Going back to the beginning, we got married in 2009. Eric and I (Sonia) were training in non-biomedical careers. I was in law school, and Eric was getting his master's in transportation planning.
And then, in 2010, my mom got sick, with what started as not a very clear story. At first she had a mix of miscellaneous symptoms. We didn't know how they related or whether they were a big deal. But then her symptoms began to snowball, and from there she declined incredibly quickly. And what she was losing was her ability to communicate and coordinate activities. Once we had the full story, we could see how the central driving force was that her brain was dying. But early in her illness, we were looking at these isolated “islands” of symptoms and problems, and trying to connect the dots.
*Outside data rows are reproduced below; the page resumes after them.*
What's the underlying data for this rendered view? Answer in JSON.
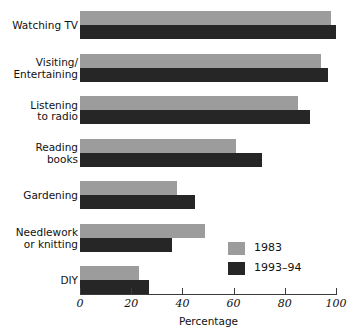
{
  "top_note": "1983 and 1993-94",
  "chart_data": {
    "type": "bar",
    "orientation": "horizontal",
    "title": "",
    "xlabel": "Percentage",
    "ylabel": "",
    "xlim": [
      0,
      100
    ],
    "xticks": [
      0,
      20,
      40,
      60,
      80,
      100
    ],
    "grid": false,
    "legend_position": "inside-lower-right",
    "categories": [
      "Watching TV",
      "Visiting/\nEntertaining",
      "Listening\nto radio",
      "Reading\nbooks",
      "Gardening",
      "Needlework\nor knitting",
      "DIY"
    ],
    "series": [
      {
        "name": "1983",
        "color": "#9c9c9c",
        "values": [
          98,
          94,
          85,
          61,
          38,
          49,
          23
        ]
      },
      {
        "name": "1993-94",
        "color": "#262626",
        "values": [
          100,
          97,
          90,
          71,
          45,
          36,
          27
        ]
      }
    ]
  },
  "legend": {
    "items": [
      {
        "label": "1983",
        "color": "#9c9c9c"
      },
      {
        "label": "1993–94",
        "color": "#262626"
      }
    ]
  },
  "axis": {
    "tick_labels": [
      "0",
      "20",
      "40",
      "60",
      "80",
      "100"
    ],
    "title": "Percentage"
  }
}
What was shocking to us is that no one in the medical system was able to connect the dots for us, and give us a diagnosis in her lifetime. Very naively, perhaps, before that I hadn't considered the possibility that you could have somebody dying in front of your eyes with such a spectacular phenotype and still not be able to get a name for it. Even a very bleak prognosis would have been better than a total mystery. We lived in that place of total mystery for a year.
My mom passed away at the end of 2010, and it was from her autopsy that we finally learned that she had died of genetic prion disease. And the genetic piece came as a surprise to us.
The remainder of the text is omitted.